I am an absolute novice at reflection in C#. I want to use reflection to access all of private fields in a class, including those which are inherited.
I have succeeded in accessing all private fields excluding those which are inherited, as well as all of the public and protected inherited fields. However, I have not been able to access the private, inherited fields. The following example illustrates:
class A
{
private string a;
public string c;
protected string d;
}
class B : A
{
private string b;
}
class test
{
public static void Main(string[] Args)
{
B b = new B();
Type t;
t = b.GetType();
FieldInfo[] fields = t.GetFields(BindingFlags.Public | BindingFlags.NonPublic
| BindingFlags.Instance);
foreach(FieldInfo fi in fields){
Console.WriteLine(fi.Name);
}
Console.ReadLine();
}
}
This fails to find the field B.a.
Is it even possible to accomplish this?

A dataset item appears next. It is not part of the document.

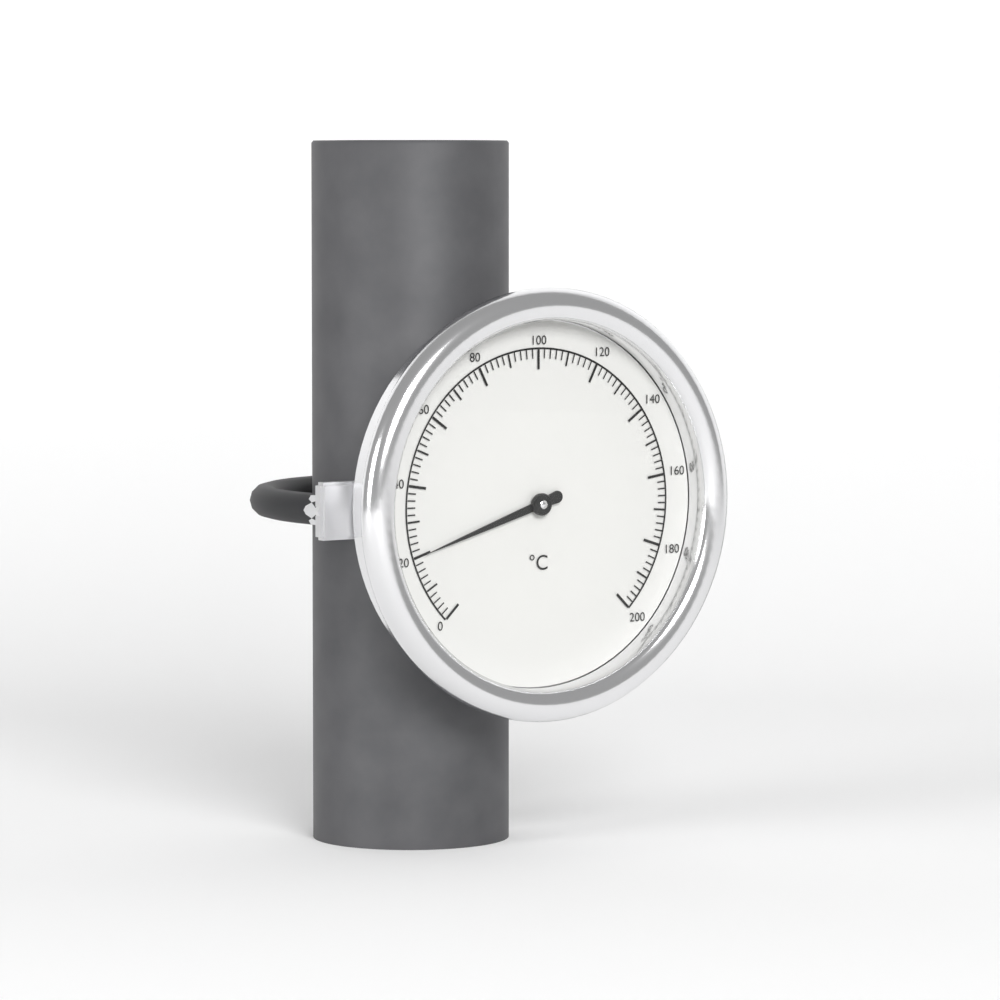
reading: 20 °C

The obvious solution would be to convert the private, inherited fields to protected fields. This, however, is out of my control at the moment.
C is an imperative procedural language supporting structured programming, lexical variable scope, and recursion, with a static type system. It was designed to be compiled to provide low-level access to memory and language constructs that map efficiently to machine instructions, all with minimal runtime support.

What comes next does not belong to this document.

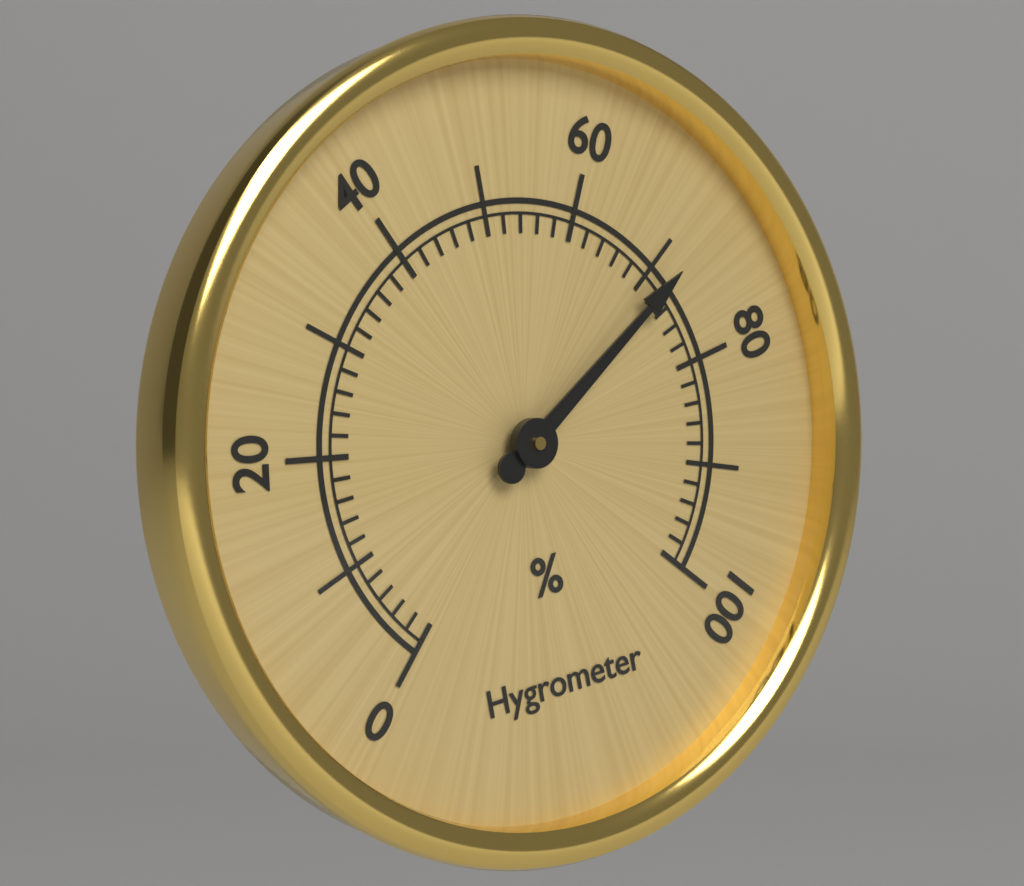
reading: 72 %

Compared to other languages—like Java, PHP, or C#—C is a relatively simple language to learn for anyone just starting to learn computer programming because of its limited number of keywords.
In C programming language, %d and %i are format specifiers as where %d specifies the type of variable as decimal and %i specifies the type as integer. In usage terms, there is no difference in printf() function output while printing a number using %d or %i but using scanf the difference occurs.
In the real sense it has no meaning or full form. It was developed by Dennis Ritchie and Ken Thompson at AT&T bell Lab. First, they used to call it as B language then later they made some improvement into it and renamed it as C and its superscript as C++ which was invented by Dr.
As Lee stated, you can do this with recursion.
private static void FindFields(ICollection<FieldInfo> fields, Type t) {
var flags = BindingFlags.Public | BindingFlags.NonPublic | BindingFlags.Instance;
foreach (var field in t.GetFields(flags)) {
// Ignore inherited fields.
if (field.DeclaringType == t)
fields.Add(field);
}
var baseType = t.BaseType;
if (baseType != null)
FindFields(fields, baseType);
}
public static void Main() {
var fields = new Collection<FieldInfo>();
FindFields(fields, typeof(B));
foreach (FieldInfo fi in fields)
Console.WriteLine(fi.DeclaringType.Name + " - " + fi.Name);
}
I haven't tried it, but you should be able to access the base type private members through the Type.BaseType property and recursively accumulate all the private fields through the inheritence hierarchy.